TORONTO DANCE THEATRE

Edison Theatre's Ovations! Series and Dance St. Louis

Nov 24, 1999 at 4:00 am
The widely and deservedly celebrated Toronto Dance Theatre made its first appearance in St. Louis last Friday and Saturday evenings at Edison Theatre. Performing nothing but the choreography of its artistic director, Christopher House, the 13 members of the company showed off a formidable ballet-based technique, a collective stamina worthy of the most steely of iron men, and sometimes dark and abstract but always compelling dance pieces.

Saturday evening's performance opened with House's 1993 "Four Towers," set to Robert Moran's "Music from the Towers of the Moon," lush, lyrical, frankly retro. The full company, all clad in white singlets and gender-bending gray kilts, entered to an upbeat allegro, but the brisk motion led into a much slower, elegiac solo by Sasha Ivanochko, a blond, stocky dancer in amazing control of her balanced poses and her descents and risings from the floor. Another slow movement, this time danced by a trio of two women and one man, led into a presto final movement with soloist Valerie Calam weaving in and out of the full company.

Next came the 1985 "Schubert Dances," a jolly, slight but charming anthology of short pieces given some extra texture by the sound of a forte piano. As performed by Graham McKelvie, the dances seemed a great deal like the little dances Jerome Robbins made for a certain dancer in the White Oak Project to some Bach cello excerpts. McKelvie seemed a bit offhand and unconcerned as he moved through the five apparently simple but actually demanding pieces. His appearance of improvising was a fine and disarming effect.

The first half of the evening ended with the 1983 "Glass Houses," which earned its five dancers yells of approval. Set to Ann Southam's minimalist, fast-moving piano piece "Glass House No. 5," the dance divided between a trio of two men and a woman in shiny white lycra leotards and two women in gray tank suits. The dancers, in rapid kaleidoscopic motion, formed balanced and symmetrical lineal arrangements that dissolved, then resolved into others. Southam's music enhanced the symmetry with its insistent, repeated and only slightly varied phrases. "Glass Houses" was listed in the program as the first dance of the evening, and trading places with "Four Towers" may not have been such a great idea -- better to open with something light and bright, then close with an equally brilliant but darker piece.

After the intermission, four men in white shirts, ties and trousers danced House's 1992 "Early Departures," set to John Rea's 1989 "Kubla Khan" with its dirge refrains -- a grim look, as the program note explains, at "friendship in a time of plague." It opens with one man kneeling, surrounded by the three others lying prone, abandoned and corpselike about him, brushing him with dead hands on dead arms. Some recurring figures included a mimed violinist, flutist and guitarist, performing, perhaps, some danse macabre; dancers collapsing and being raised, only to collapse again; and, most striking, all four dancers appearing to be rolled over and around each other like bodies shoved along by a bulldozer. Although compelling, "Early Departures" was difficult to watch, and I was relieved at its end.

The evening's last piece, "Vena Cava," on the other hand, could have been encored and no one would have minded a bit. The vena cava is one of the body's largest and most crucial veins, and what it has to do with the dance is mysterious, but who cares? Premiered in 1998 and set to Robert Moran's "Open Veins," the piece once again costumed the men in short skirts -- this time blood-red -- and black tops, with the women in the same clothing, except that their skirts were ankle-length and slit to the upper thigh. It opened with Christopher T. Grider alone onstage, moving quickly, not in the least effeminately, in ways one tends to associate more with women: little steps, lots of hip motion, not quite bump-and-grind. The woman soloist, Lara Barclay, in contrast, moved more slowly, more deliberately. The company, however, drew the most attention with its speed and flash, the red-and-black costumes and subdued lighting in contrast with the luminousness of the dancing.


__WHAT TO DO__. Each entry in the listing below should be restated word for word.

---------------

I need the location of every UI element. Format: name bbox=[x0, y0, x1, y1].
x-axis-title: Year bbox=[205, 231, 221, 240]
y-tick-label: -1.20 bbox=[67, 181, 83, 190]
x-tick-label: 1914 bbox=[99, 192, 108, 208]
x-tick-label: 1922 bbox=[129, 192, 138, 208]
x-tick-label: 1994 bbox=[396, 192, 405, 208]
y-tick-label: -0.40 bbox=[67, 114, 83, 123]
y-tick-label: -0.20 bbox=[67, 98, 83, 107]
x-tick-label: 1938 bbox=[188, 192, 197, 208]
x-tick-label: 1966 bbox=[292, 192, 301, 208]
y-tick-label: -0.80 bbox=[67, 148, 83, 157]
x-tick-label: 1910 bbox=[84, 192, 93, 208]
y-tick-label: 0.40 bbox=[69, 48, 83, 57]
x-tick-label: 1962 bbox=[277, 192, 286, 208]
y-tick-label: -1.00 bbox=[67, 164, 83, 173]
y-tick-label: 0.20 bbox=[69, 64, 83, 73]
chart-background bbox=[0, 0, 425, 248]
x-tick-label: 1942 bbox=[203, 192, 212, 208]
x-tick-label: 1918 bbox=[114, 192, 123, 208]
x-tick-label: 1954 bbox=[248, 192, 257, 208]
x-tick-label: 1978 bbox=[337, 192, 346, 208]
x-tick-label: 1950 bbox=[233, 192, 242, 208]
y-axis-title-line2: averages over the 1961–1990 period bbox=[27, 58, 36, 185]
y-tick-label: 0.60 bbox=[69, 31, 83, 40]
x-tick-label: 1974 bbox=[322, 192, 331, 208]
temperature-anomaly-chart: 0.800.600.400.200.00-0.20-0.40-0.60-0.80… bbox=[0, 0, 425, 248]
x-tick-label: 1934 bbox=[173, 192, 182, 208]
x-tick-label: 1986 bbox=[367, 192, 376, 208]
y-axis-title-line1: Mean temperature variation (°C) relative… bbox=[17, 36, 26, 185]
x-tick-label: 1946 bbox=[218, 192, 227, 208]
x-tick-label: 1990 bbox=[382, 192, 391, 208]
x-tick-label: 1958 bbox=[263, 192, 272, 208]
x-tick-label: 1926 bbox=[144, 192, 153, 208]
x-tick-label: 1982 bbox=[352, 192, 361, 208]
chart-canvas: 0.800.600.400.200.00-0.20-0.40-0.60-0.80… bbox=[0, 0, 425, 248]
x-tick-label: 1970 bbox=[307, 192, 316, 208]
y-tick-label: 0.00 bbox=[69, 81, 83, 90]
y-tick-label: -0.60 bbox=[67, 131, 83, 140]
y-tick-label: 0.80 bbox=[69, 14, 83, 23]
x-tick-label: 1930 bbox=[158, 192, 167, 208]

---------------

__RESULT OF THE EXERCISE__.
I need the location of every UI element. Format: name bbox=[x0, y0, x1, y1].
x-axis-title: Year bbox=[205, 231, 221, 240]
y-tick-label: -1.20 bbox=[67, 181, 83, 190]
x-tick-label: 1914 bbox=[99, 192, 108, 208]
x-tick-label: 1922 bbox=[129, 192, 138, 208]
x-tick-label: 1994 bbox=[396, 192, 405, 208]
y-tick-label: -0.40 bbox=[67, 114, 83, 123]
y-tick-label: -0.20 bbox=[67, 98, 83, 107]
x-tick-label: 1938 bbox=[188, 192, 197, 208]
x-tick-label: 1966 bbox=[292, 192, 301, 208]
y-tick-label: -0.80 bbox=[67, 148, 83, 157]
x-tick-label: 1910 bbox=[84, 192, 93, 208]
y-tick-label: 0.40 bbox=[69, 48, 83, 57]
x-tick-label: 1962 bbox=[277, 192, 286, 208]
y-tick-label: -1.00 bbox=[67, 164, 83, 173]
y-tick-label: 0.20 bbox=[69, 64, 83, 73]
chart-background bbox=[0, 0, 425, 248]
x-tick-label: 1942 bbox=[203, 192, 212, 208]
x-tick-label: 1918 bbox=[114, 192, 123, 208]
x-tick-label: 1954 bbox=[248, 192, 257, 208]
x-tick-label: 1978 bbox=[337, 192, 346, 208]
x-tick-label: 1950 bbox=[233, 192, 242, 208]
y-axis-title-line2: averages over the 1961–1990 period bbox=[27, 58, 36, 185]
y-tick-label: 0.60 bbox=[69, 31, 83, 40]
x-tick-label: 1974 bbox=[322, 192, 331, 208]
temperature-anomaly-chart: 0.800.600.400.200.00-0.20-0.40-0.60-0.80… bbox=[0, 0, 425, 248]
x-tick-label: 1934 bbox=[173, 192, 182, 208]
x-tick-label: 1986 bbox=[367, 192, 376, 208]
y-axis-title-line1: Mean temperature variation (°C) relative… bbox=[17, 36, 26, 185]
x-tick-label: 1946 bbox=[218, 192, 227, 208]
x-tick-label: 1990 bbox=[382, 192, 391, 208]
x-tick-label: 1958 bbox=[263, 192, 272, 208]
x-tick-label: 1926 bbox=[144, 192, 153, 208]
x-tick-label: 1982 bbox=[352, 192, 361, 208]
chart-canvas: 0.800.600.400.200.00-0.20-0.40-0.60-0.80… bbox=[0, 0, 425, 248]
x-tick-label: 1970 bbox=[307, 192, 316, 208]
y-tick-label: 0.00 bbox=[69, 81, 83, 90]
y-tick-label: -0.60 bbox=[67, 131, 83, 140]
y-tick-label: 0.80 bbox=[69, 14, 83, 23]
x-tick-label: 1930 bbox=[158, 192, 167, 208]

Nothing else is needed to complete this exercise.